A Sinn Fein TD says the government’s National Remote Work Strategy will be impossible for many in rural Ireland.

In recent days, the government published the proposed plan which would allow employees to request to work from home permanently after the Covid-19 pandemic.

Sligo-Leitrim deputy Martin Kenny said: “While it is welcome that legislation will be introduced to give employees a legal right to work from home, I believe this will still be an impossibility for many in rural areas.”

Deputy Martin Kenny

Lack of rural broadband

The deputy said that during this lockdown and the previous lockdowns, he has been contacted by constituents in Sligo, Leitrim, Donegal and Roscommon who have little or no broadband service.

For businesses and employees, access to fast and reliable broadband is essential and is as important as having electricity.

“I have [written] to the Minister for Communications [Eamon Ryan] to express my concern about the lack of broadband in these areas and that employees and businesses living in rural areas will be discriminated against because of where they live.

“It will mean that it will be impossible for them to work from home,” he added.

Regional focus

“It is important to point out, that while the concept has great merit, remote working is basically moving existing jobs around and must not become the entire focus or replace the responsibility of government to invest in and create new employment opportunities in the regions and rural areas,” deputy Kenny added.

This new legal right to [ask to] work from home will be easy to implement in Dublin and large urban areas that have the infrastructure in place for it. What about those living in the north west and other rural areas that have been starved of investment by successive governments?

“We need investment in infrastructure for the north-west and especially in our broadband services and we need it now,” he concluded.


:: Task description ::
Could you please return each line of the data that has the word "title"?

(Excerpts from a figure dataset)

-- Opening Marker --

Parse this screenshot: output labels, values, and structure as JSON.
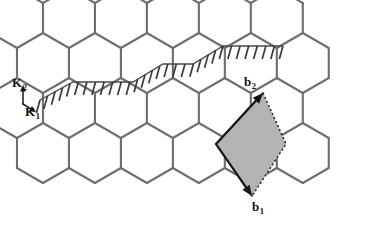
{
  "figure": {
    "name": "honeycomb-lattice-diagram",
    "background_color": "#ffffff",
    "lattice_line_color": "#6e6e6e",
    "unit_cell_fill_color": "#b3b3b3",
    "arrow_color": "#161616",
    "hatch_color": "#3a3a3a"
  },
  "labels": {
    "k1": {
      "text": "K",
      "sub": "1"
    },
    "k2": {
      "text": "K",
      "sub": "2"
    },
    "b1": {
      "text": "b",
      "sub": "1"
    },
    "b2": {
      "text": "b",
      "sub": "2"
    }
  },
  "chart_data": {
    "type": "diagram",
    "title": "",
    "lattice": {
      "kind": "honeycomb",
      "hex_orientation": "pointy-top",
      "hex_radius": 30,
      "columns": 6,
      "rows": 4,
      "origin": {
        "x": 17,
        "y": 18
      }
    },
    "unit_cell": {
      "shape": "rhombus",
      "fill": "#b3b3b3",
      "solid_edges": 2,
      "dotted_edges": 2,
      "vertices": [
        {
          "x": 216,
          "y": 144
        },
        {
          "x": 263,
          "y": 93
        },
        {
          "x": 286,
          "y": 144
        },
        {
          "x": 252,
          "y": 196
        }
      ]
    },
    "vectors": [
      {
        "name": "b2",
        "origin": {
          "x": 216,
          "y": 144
        },
        "tip": {
          "x": 263,
          "y": 93
        },
        "direction": "up-right",
        "style": "solid"
      },
      {
        "name": "b1",
        "origin": {
          "x": 216,
          "y": 144
        },
        "tip": {
          "x": 252,
          "y": 196
        },
        "direction": "down-right",
        "style": "solid"
      },
      {
        "name": "K2",
        "origin": {
          "x": 23,
          "y": 104
        },
        "tip": {
          "x": 23,
          "y": 85
        },
        "direction": "up",
        "style": "solid"
      },
      {
        "name": "K1",
        "origin": {
          "x": 23,
          "y": 104
        },
        "tip": {
          "x": 36,
          "y": 112
        },
        "direction": "down-right",
        "style": "solid"
      }
    ],
    "hatched_band": {
      "description": "zigzag cut line with short diagonal tick hatching",
      "tick_count": 30,
      "path_points": [
        {
          "x": 40,
          "y": 100
        },
        {
          "x": 73,
          "y": 82
        },
        {
          "x": 133,
          "y": 82
        },
        {
          "x": 163,
          "y": 64
        },
        {
          "x": 193,
          "y": 64
        },
        {
          "x": 223,
          "y": 46
        },
        {
          "x": 283,
          "y": 46
        }
      ]
    }
  }
}
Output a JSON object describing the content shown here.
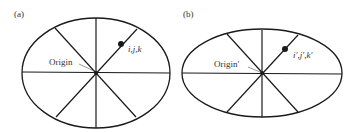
{
  "diagram": {
    "panels": [
      {
        "id": "a",
        "tag": "(a)",
        "origin_label": "Origin",
        "point_label": "i,j,k",
        "ellipse": {
          "cx": 96,
          "cy": 73,
          "rx": 74,
          "ry": 55
        }
      },
      {
        "id": "b",
        "tag": "(b)",
        "origin_label": "Origin′",
        "point_label": "i′,j′,k′",
        "ellipse": {
          "cx": 262,
          "cy": 73,
          "rx": 80,
          "ry": 45
        }
      }
    ],
    "colors": {
      "stroke": "#1a1a1a",
      "text": "#333333",
      "background": "#ffffff"
    }
  }
}
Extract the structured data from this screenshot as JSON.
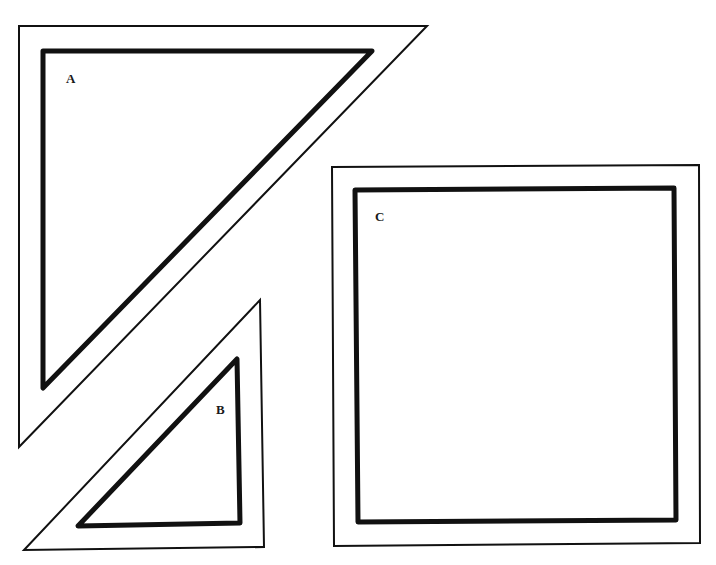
{
  "diagram": {
    "colors": {
      "stroke": "#111111",
      "background": "#ffffff"
    },
    "shapes": [
      {
        "id": "A",
        "label": "A",
        "type": "right-triangle",
        "outer": "19,26 427,26 19,447",
        "inner": "43,51 372,51 43,388",
        "label_pos": [
          66,
          83
        ]
      },
      {
        "id": "B",
        "label": "B",
        "type": "right-triangle",
        "outer": "260,300 264,547 24,550",
        "inner": "237,359 240,523 78,526",
        "label_pos": [
          216,
          414
        ]
      },
      {
        "id": "C",
        "label": "C",
        "type": "square",
        "outer": "332,167 699,165 700,543 334,546",
        "inner": "355,190 674,188 676,520 358,522",
        "label_pos": [
          375,
          221
        ]
      }
    ]
  }
}
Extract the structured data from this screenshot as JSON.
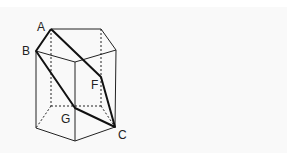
{
  "diagram": {
    "colors": {
      "line": "#222222",
      "background": "#f9f9f9"
    },
    "labels": {
      "A": "A",
      "B": "B",
      "F": "F",
      "G": "G",
      "C": "C"
    },
    "vertices": {
      "A": [
        51,
        29
      ],
      "top_back_right": [
        101,
        29
      ],
      "top_right": [
        116,
        50
      ],
      "top_front": [
        75,
        62
      ],
      "B": [
        36,
        51
      ],
      "bottom_back_left": [
        51,
        106
      ],
      "bottom_back_right": [
        101,
        106
      ],
      "C": [
        115,
        127
      ],
      "bottom_front": [
        75,
        141
      ],
      "bottom_left": [
        36,
        128
      ],
      "G": [
        75,
        108
      ],
      "F": [
        101,
        77
      ]
    },
    "thick_path": [
      "A",
      "F",
      "C",
      "G",
      "B",
      "A"
    ]
  }
}
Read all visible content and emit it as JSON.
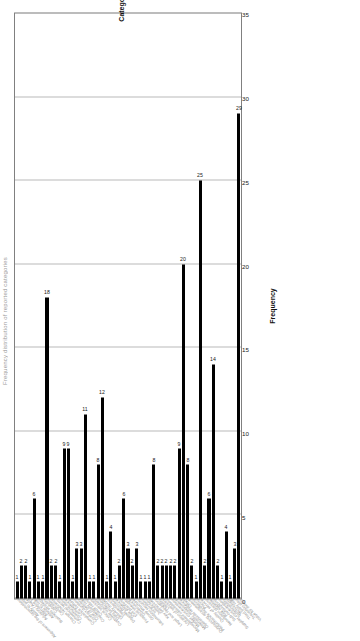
{
  "chart_data": {
    "type": "bar",
    "title": "Frequency distribution of reported categories",
    "xlabel": "Category",
    "ylabel": "Frequency",
    "orientation": "vertical-rotated",
    "ylim": [
      0,
      35
    ],
    "yticks": [
      "0",
      "5",
      "10",
      "15",
      "20",
      "25",
      "30",
      "35"
    ],
    "grid": true,
    "legend": "none",
    "bar_color": "#000000",
    "grid_color": "#b9b9b9",
    "axis_color": "#808080",
    "categories": [
      "Alignment of the organisation",
      "Ability to pay",
      "Advisory / Audit",
      "Alternative 1",
      "Attitude to risk",
      "Business strategy",
      "Capability",
      "Certification",
      "Change readiness",
      "Commercial terms",
      "Communication",
      "Competence",
      "Compliance culture",
      "Contract duration",
      "Cost of delivery",
      "Counterparty risk",
      "Credit rating",
      "Critical services",
      "Customer outcomes",
      "Data protection",
      "Delivery model",
      "Dependency",
      "Disaster recovery",
      "Due diligence",
      "Exit planning",
      "Financial strength",
      "Governance",
      "Group structure",
      "Information security",
      "Innovation",
      "Jurisdiction",
      "Key personnel",
      "Legal and regulatory",
      "Liability",
      "Location of services",
      "Management information",
      "Market concentration",
      "Materiality assessment",
      "Operational resilience",
      "Other",
      "Outsourcing arrangement",
      "Performance monitoring",
      "Pricing",
      "Quality of service",
      "Resolution planning",
      "Risk appetite",
      "Sub-outsourcing",
      "Supplier concentration",
      "Sustainability",
      "Technology",
      "Third party risk",
      "Transition plan",
      "Value for money"
    ],
    "values": [
      1,
      2,
      2,
      1,
      6,
      1,
      1,
      18,
      2,
      2,
      1,
      9,
      9,
      1,
      3,
      3,
      11,
      1,
      1,
      8,
      12,
      1,
      4,
      1,
      2,
      6,
      3,
      2,
      3,
      1,
      1,
      1,
      8,
      2,
      2,
      2,
      2,
      2,
      9,
      20,
      8,
      2,
      1,
      25,
      2,
      6,
      14,
      2,
      1,
      4,
      1,
      3,
      29
    ]
  }
}
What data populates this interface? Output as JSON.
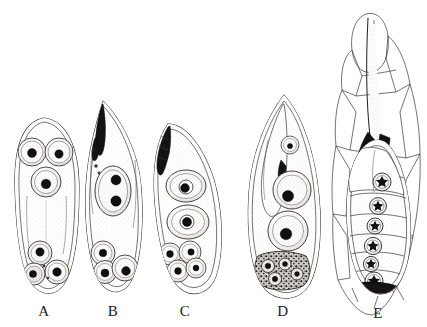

-- Closing Marker --

:: Completed exercise ::
    "title": "",
    "title": "Frequency distribution of reported categories",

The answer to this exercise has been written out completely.